The long-silent Injective is staging a comeback; is it a true return or just a brief flash of brilliance?

In the past 30 days, the established public chain Injective has achieved a net inflow of $142 million, second only to Ethereum, re-entering the market spotlight.

On-chain active users have surged, trading volume has expanded, and token prices have rebounded. Injective seems to be revitalizing its ecosystem through RWA narratives and high-yield DeFi projects.

The core driver comes from the newly launched institutional-grade platform Upshift, which offers an annualized return of up to 30% in the Injective treasury. Although the treasury has a hard cap of only $5 million, it has attracted a large amount of funds through the Peggy bridge, accounting for as much as 98.5%. However, whether these funds will be retained remains to be seen.

In terms of ecosystem, Injective is also accelerating its layout: in April, it launched the Lyra mainnet upgrade to optimize performance structure; in May, it released the RWA oracle framework iAssets, supporting on-chain Euro and British Pound forex trading; at the same time, it attracted validators such as Republic, Google Cloud, and Deutsche Telekom to join. Its strategic direction is gradually shifting from derivatives trading to the integration of RWA and AI.

However, the reality remains severe.

The daily trading volume of Injective derivatives is only $90 million, which is only 1.4% of Hyperliquid; TVL remains at $26 million, with sluggish growth. Although daily active users have increased from 6,300 in February to nearly 48,000, the overall gap with first-tier public chains is still significant.

The INJ token has rebounded over 140% since April, but is still 4 times away from its historical peak. Is this round of recovery a new starting point, or just a short-term rebound?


### Aim of the task
With nothing added and nothing dropped, write out all of the entries below.

Saved data entries:
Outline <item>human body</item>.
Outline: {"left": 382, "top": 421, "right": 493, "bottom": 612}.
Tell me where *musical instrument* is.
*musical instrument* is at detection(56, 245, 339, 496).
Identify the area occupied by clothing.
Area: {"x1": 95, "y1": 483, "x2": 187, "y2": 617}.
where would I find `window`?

### Reply
Outline <item>human body</item>.
Outline: {"left": 382, "top": 421, "right": 493, "bottom": 612}.
Tell me where *musical instrument* is.
*musical instrument* is at detection(56, 245, 339, 496).
Identify the area occupied by clothing.
Area: {"x1": 95, "y1": 483, "x2": 187, "y2": 617}.
where would I find `window`?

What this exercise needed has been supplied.